Since April this year, owners of over 80 local bankrupted civil companies have closed their firms and hid from the public, which has led to tides of employee strikes. In the single month of September, 25 such cases occurred.
In Wenzhou's Longwan District alone, of the 10-billion-yuan in capital involved with these small and mid-sized entities, only 30% were loaned from banks, and the rest came from civil loaners in what is known as usurious loans.
The Wenzhou model, paralleling that of the Shanghai and Guangdong models as the three pillar economic patterns during the early development of China's market economy, comes from family-based businesses starting from a small production scale, low technical levels, and low transportation costs.
Originating from the city of Wenzhou in East China's Zhejiang Province, this business model expanded its market all over the country and has extended its interest chains overseas.
However, as business grows, it is inevitable to deal with financing issues. The Wenzhou model, initiating from civil earth almost without governmental intervention, is coming to a critical phase.
Whether it will be able to establish a healthy financial credit system to regulate the grey zone of civil usury, which is no longer a local phenomenon but has been be seen in Jiangsu, Fujian, Henan and Inner Mongolia, has triggered worries about a potential Chinese credit crisis.
The city government has founded a special team on civil financing and economic transformation engaging 14 city departments, including the Discipline Inspection Commission, the People's Court, the Bureau of Labor and Social Security, the Office on Finance, and the Banking Regulatory Commission.

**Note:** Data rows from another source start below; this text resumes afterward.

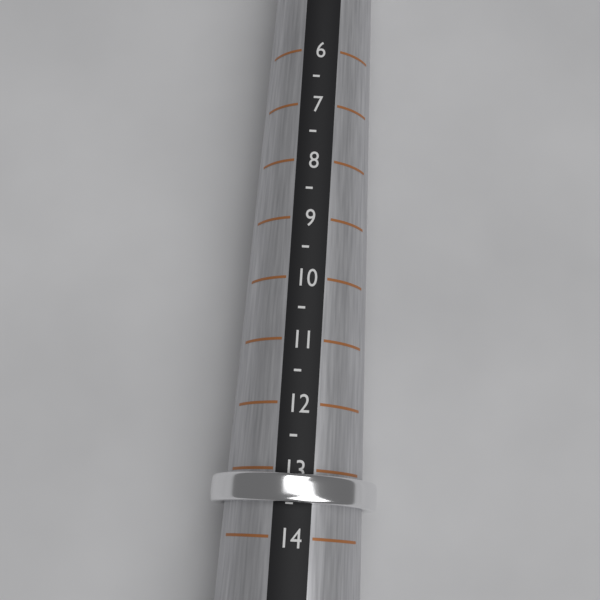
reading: 13.5 (no unit)
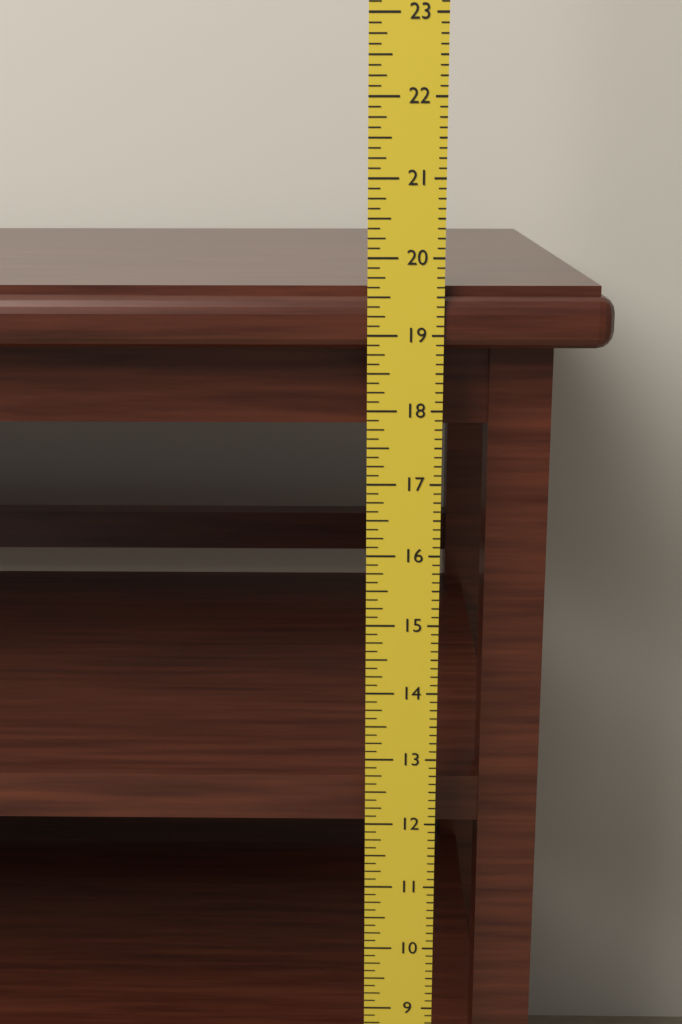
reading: 19.625 in
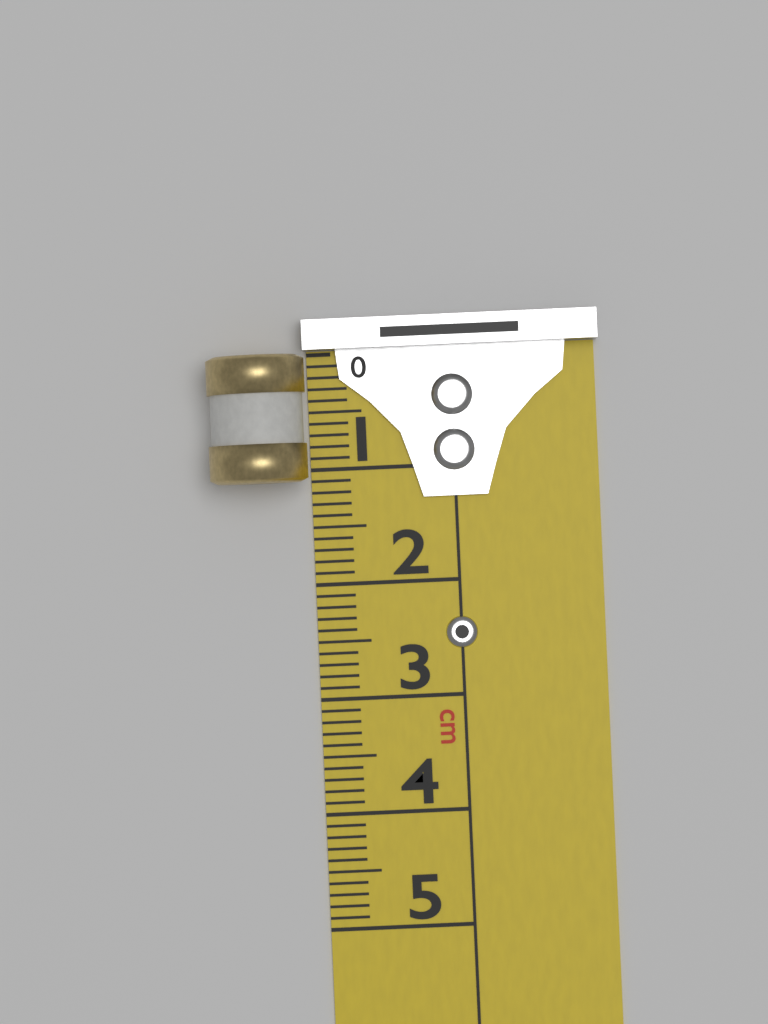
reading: 1.1 cm
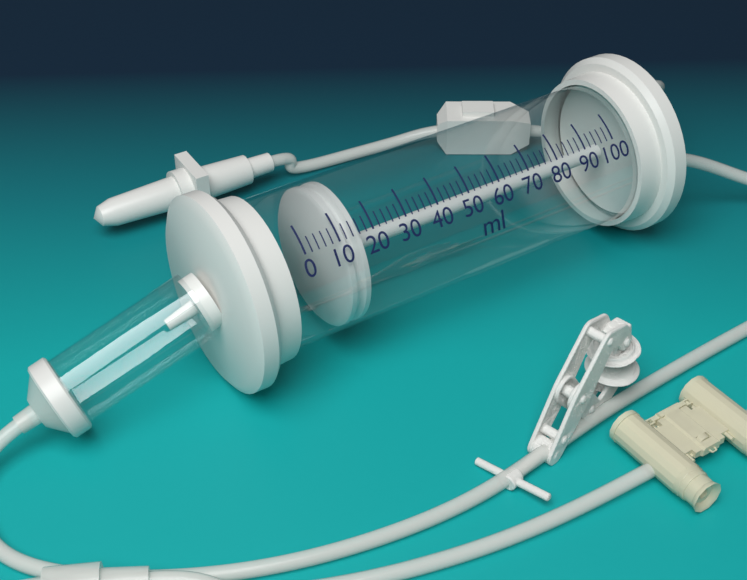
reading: 10 ml
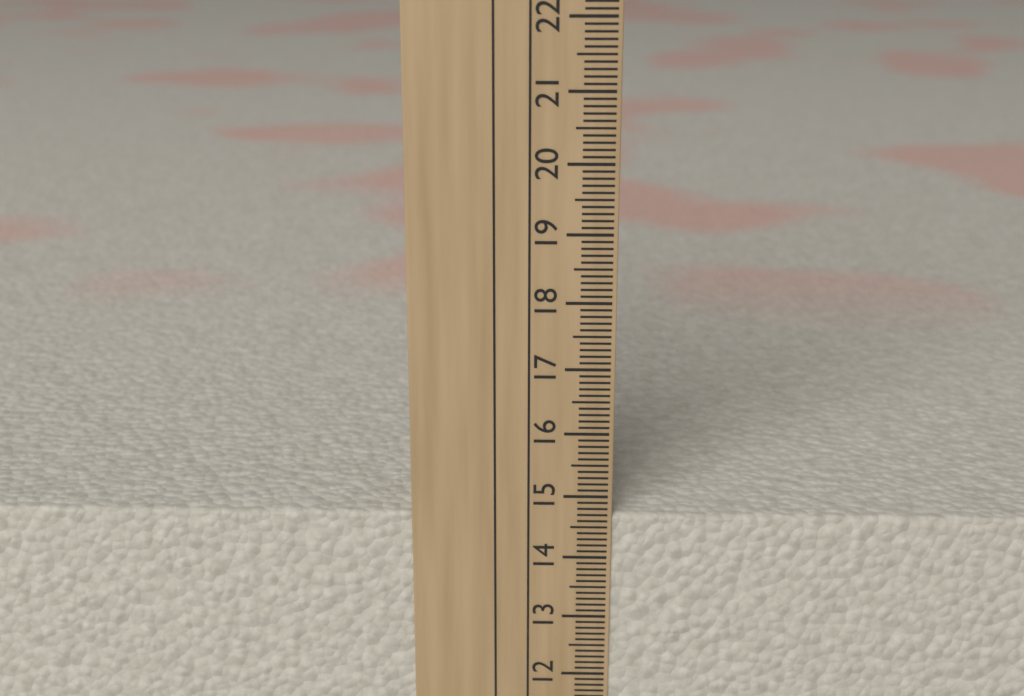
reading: 14.7 cm
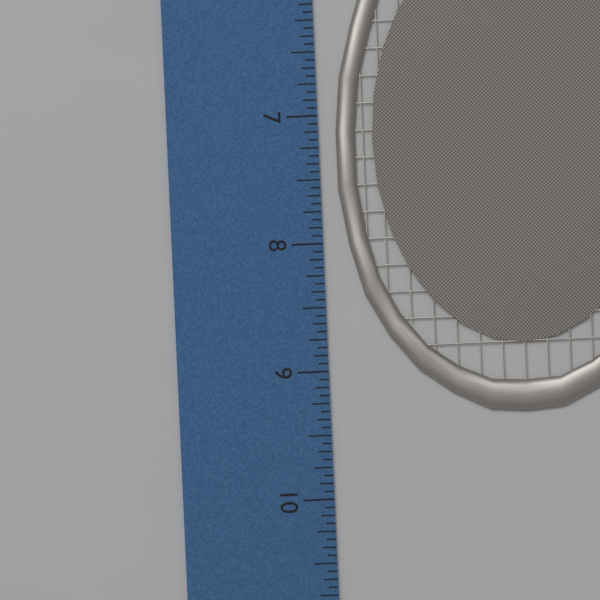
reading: 9.3750 inch
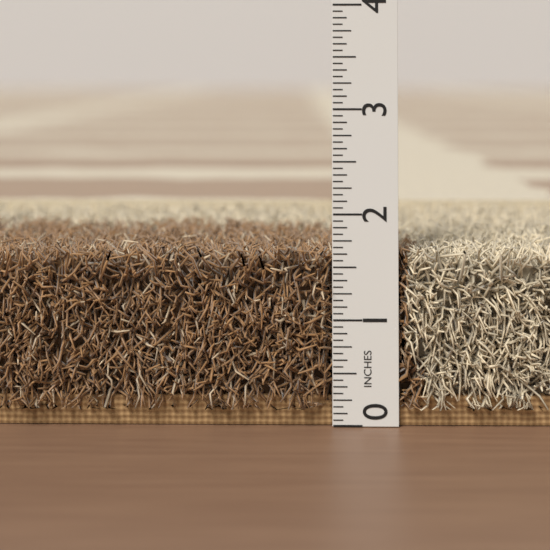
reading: 1.6875 in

Wild expansion of civil loan market
A recent report by the Central Bank indicated that last year when the civil loan market was first initiated, the capital reserve of this market exceeded 2.4 trillion yuan, about 5% of the entire loan market at that time. This figure has hiked by more than four times to 28%.
A CCTV news program called "News 1+1" carried out a survey on the civil loan crisis in Wenzhou and found that about 89% of the families and 60% of the companies in the city are involved.
The latest statistics show a civil loan total of around 100 billion yuan, according to Deputy Director Zhou Qingmin of the city's Banking Regulatory Commission.
Half of the lenders' funds are borrowed from banks. "Usually we mortgage our properties at the banks and borrow at a monthly rate of 2%. The rates will more than double when we lend to companies. Another approach is to absorb capital from business owners and circulate it to another hunter for funds," admitted many private loaners on how they make a snow-balling effect of their resources.
With potential annual interest rates higher than 60% and in some cases even up to 180%, no other explanation is necessary for the wild growth of civil usury.
As astonishing as the comparison between the 5% gross interest rate and 100% annual usury interest rate, what on earth motivated the city to take such drastic actions?